The Moon Jar
As the moon descends into the well
the jar inside the well
it reveals a great
emptiness that is the jar
summoning others who will come
after the fact of the jar
disappears inside the moon.
A House in Nicosia
White curtain fluttering as if a childish hand
bats at distance, flicks
plaster off ramshackle walls
papered with a politician’s face.
In Time’s slow fray
he’s a target
practice for tower guards
overlooking a football field
of plastic bags, green spray cans, a train’s
outline heaving across the bleacher’s height.
Down concrete steps
a diaspora
of feral cats scatter—
the only ones, ribbed with longing, who can cross.
I was talking about a childish hand
writing that wide and mortal pang
called History,
that human cry
forced from home one morning
leaving a smear.
Through dust and shadow, I see tarnish,
bullhorns, dogs, a crash
of drawers, metal spoons and forks,
a long crawl
space under pine boards
torn up revealing a secret
darkness where no one hid
the money, what’s left of the canopy
frame’s blue drapes
that her husband pulled back
to make love to her.
Young, they left the balcony doors open.
Boys laughed and kicked a ball past midnight.
Now the mattress straddles a threshold
summoning like tides to a raft
tied to the firmament.
Tell me.
If two loves claim this house
to whom does it belong?
Jennifer Kwon Dobbs is the author of Paper Pavilion, recipient of the White Pine Press Poetry Prize and the New England Poetry Club’s Sheila Motton Book Award, and Song of a Mirror, finalist for the Tupelo Snowbound Chapbook Award. Recently, her prose and poetry have appeared in Asian American Literary Review, Blackbird, Crazyhorse, Cimarron Review, Line Break (AAWW), Mascara Review, Poetry NZ, SOLO NOVO, among others; and have been anthologized in Echoes Upon Echoes (Asian American Writers’ Workshop 2003), Language for a New Century: Contemporary Poetry from the Middle East, Asia, and Beyond (W. W. Norton 2008), One for the Money: The Sentence as a Poetic Form (Blue Lynx Press 2012), and Nothing to Declare: A Guide to the Flash Sequence (White Pine Press 2015). She has also received grants from the Daesan Foundation and the Minnesota Arts Board. Currently, Jennifer is associate professor of English at St. Olaf College where she teaches poetry, creative nonfiction, and Asian American studies.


Copy every line from the material below that holds "millions".

● **LISTED RECORDS**:

• • • • •

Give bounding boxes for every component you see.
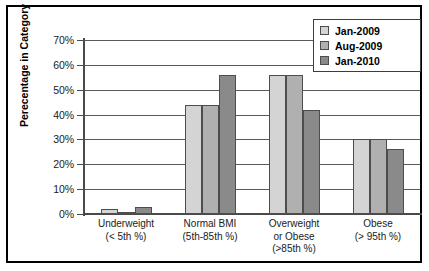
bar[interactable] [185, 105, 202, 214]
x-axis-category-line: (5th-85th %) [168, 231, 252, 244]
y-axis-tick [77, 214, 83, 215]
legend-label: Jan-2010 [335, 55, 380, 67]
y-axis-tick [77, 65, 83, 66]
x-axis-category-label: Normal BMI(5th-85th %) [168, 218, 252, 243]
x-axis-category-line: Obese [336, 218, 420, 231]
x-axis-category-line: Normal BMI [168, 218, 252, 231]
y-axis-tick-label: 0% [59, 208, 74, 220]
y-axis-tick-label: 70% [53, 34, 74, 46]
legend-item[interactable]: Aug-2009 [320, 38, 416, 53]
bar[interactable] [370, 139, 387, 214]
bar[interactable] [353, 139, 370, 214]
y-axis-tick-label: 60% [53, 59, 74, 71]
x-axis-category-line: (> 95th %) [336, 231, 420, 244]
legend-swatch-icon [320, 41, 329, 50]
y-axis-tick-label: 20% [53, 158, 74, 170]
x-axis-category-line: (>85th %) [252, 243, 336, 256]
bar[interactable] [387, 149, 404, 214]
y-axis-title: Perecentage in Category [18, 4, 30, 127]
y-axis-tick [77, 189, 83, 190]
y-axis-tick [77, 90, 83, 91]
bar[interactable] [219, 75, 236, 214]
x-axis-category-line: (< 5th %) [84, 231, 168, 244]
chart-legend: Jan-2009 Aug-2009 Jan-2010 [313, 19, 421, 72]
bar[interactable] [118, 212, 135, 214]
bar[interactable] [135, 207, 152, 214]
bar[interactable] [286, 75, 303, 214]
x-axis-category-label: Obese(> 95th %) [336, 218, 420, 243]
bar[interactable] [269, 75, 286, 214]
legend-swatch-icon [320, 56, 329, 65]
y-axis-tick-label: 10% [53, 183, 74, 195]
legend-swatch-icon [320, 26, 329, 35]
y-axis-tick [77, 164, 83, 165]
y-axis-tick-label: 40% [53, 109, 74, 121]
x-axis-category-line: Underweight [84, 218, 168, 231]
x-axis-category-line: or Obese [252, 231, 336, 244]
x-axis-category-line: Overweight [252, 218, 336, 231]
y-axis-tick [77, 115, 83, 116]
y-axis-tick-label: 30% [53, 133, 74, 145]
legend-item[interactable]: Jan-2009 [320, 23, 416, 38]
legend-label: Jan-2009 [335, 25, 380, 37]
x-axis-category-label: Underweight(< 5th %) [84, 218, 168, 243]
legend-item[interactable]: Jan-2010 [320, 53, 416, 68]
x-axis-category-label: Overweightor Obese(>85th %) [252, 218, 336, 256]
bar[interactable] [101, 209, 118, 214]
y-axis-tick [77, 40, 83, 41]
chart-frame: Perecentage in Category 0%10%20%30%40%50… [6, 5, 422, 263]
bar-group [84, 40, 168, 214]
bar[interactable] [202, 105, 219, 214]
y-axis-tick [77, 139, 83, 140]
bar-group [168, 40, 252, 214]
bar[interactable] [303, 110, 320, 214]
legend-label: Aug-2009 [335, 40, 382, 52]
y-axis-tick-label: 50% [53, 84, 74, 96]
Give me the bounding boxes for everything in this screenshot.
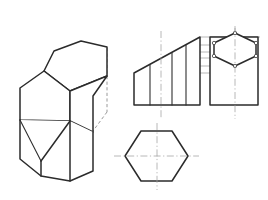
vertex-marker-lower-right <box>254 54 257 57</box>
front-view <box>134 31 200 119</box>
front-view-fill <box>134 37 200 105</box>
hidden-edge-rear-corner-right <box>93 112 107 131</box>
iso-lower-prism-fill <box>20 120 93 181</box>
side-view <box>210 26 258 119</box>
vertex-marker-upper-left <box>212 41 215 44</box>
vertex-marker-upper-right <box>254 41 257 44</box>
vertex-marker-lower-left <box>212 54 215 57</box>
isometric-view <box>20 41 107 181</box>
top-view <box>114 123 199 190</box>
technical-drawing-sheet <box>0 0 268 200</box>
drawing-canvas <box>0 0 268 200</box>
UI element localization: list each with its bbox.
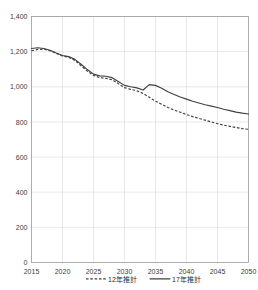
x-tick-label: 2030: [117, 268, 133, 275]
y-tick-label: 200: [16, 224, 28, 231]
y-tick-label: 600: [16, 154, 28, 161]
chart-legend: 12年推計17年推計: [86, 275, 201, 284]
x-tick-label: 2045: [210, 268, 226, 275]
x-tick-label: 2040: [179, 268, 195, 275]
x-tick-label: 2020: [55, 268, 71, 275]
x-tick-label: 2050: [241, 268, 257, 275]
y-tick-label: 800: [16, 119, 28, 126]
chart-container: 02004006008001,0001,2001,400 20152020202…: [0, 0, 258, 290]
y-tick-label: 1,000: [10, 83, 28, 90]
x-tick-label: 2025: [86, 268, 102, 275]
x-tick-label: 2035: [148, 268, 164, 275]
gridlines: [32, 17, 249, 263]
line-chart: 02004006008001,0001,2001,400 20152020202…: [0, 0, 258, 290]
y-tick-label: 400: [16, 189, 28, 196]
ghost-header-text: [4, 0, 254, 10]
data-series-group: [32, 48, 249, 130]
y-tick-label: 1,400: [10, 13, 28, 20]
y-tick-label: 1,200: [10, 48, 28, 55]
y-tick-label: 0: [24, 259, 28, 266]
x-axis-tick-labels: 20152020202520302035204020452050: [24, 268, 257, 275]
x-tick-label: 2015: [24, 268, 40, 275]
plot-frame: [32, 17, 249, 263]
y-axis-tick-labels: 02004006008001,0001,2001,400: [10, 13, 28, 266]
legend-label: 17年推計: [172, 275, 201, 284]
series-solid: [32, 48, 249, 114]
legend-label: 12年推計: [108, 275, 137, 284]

• • • • •

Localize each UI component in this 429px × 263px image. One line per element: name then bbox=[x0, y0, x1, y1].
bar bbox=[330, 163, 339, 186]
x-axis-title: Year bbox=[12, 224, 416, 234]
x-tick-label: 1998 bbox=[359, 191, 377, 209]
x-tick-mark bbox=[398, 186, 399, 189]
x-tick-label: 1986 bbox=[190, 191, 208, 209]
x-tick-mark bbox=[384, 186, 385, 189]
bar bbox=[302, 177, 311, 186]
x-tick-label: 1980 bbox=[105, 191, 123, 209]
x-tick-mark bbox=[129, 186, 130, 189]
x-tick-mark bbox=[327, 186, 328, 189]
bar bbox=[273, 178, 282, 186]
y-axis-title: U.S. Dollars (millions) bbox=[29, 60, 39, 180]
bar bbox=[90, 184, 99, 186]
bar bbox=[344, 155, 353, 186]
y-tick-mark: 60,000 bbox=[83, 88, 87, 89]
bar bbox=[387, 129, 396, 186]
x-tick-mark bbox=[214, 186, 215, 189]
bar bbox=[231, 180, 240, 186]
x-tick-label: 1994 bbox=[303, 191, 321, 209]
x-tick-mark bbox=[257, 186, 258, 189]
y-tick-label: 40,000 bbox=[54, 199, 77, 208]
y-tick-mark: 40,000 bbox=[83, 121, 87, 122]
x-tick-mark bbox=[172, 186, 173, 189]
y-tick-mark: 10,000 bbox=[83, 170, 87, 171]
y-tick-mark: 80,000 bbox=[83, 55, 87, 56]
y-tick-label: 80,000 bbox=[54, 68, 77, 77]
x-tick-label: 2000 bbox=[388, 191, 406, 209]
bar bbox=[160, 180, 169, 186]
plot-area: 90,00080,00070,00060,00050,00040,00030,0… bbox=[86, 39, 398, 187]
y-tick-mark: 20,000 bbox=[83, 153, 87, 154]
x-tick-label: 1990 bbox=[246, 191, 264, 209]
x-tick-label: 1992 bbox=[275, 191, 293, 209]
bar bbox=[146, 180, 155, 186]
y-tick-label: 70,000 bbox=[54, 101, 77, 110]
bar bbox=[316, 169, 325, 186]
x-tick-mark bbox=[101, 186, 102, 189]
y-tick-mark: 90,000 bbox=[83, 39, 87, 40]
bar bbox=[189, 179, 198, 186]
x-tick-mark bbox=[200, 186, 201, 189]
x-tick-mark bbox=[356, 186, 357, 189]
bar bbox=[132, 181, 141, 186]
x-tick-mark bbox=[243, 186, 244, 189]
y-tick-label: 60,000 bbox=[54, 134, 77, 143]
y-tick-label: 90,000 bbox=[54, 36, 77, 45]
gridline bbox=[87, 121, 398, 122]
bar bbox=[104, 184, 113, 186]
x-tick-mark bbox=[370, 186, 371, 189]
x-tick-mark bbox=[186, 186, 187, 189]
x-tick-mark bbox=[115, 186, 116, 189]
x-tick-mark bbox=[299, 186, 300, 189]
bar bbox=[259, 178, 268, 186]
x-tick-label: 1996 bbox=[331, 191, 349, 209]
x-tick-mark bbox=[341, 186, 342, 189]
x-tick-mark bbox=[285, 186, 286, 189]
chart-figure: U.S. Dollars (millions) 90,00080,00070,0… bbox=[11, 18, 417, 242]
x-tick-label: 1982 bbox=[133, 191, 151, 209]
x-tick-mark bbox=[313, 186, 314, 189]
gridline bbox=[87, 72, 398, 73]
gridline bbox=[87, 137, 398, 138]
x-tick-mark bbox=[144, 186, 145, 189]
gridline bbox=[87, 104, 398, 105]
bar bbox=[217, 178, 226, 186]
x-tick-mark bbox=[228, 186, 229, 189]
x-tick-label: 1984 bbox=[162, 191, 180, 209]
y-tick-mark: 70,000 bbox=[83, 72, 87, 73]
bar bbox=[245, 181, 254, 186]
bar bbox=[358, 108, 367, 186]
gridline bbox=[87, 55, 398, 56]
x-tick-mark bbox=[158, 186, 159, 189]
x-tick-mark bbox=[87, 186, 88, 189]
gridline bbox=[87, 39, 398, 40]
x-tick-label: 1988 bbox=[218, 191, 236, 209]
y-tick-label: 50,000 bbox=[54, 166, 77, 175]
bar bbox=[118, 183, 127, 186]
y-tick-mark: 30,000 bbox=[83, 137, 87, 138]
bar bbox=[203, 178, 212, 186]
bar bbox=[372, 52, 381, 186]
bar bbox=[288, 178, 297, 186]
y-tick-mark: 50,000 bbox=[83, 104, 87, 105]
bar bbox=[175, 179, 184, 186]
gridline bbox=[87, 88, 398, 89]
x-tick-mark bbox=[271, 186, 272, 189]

• • • • •

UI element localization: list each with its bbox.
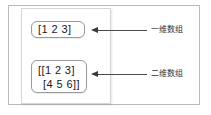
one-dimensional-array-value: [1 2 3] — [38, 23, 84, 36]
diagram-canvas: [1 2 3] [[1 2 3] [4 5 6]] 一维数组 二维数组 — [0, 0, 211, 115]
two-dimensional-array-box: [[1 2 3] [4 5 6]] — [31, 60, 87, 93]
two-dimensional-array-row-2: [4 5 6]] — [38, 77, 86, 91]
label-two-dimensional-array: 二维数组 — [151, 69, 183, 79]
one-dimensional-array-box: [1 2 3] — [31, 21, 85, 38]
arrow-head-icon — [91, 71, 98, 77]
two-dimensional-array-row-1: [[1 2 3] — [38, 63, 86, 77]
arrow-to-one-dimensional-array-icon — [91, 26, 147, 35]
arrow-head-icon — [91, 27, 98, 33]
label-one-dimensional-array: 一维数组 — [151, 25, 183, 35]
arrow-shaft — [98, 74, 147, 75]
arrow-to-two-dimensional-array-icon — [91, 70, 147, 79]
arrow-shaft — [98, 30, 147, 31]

• • • • •

● **ANSWER SPACE**:
y-axis-title: U.S. Dollars (millions) bbox=[29, 60, 39, 180]
chart-figure: U.S. Dollars (millions) 90,00080,00070,0… bbox=[11, 18, 417, 242]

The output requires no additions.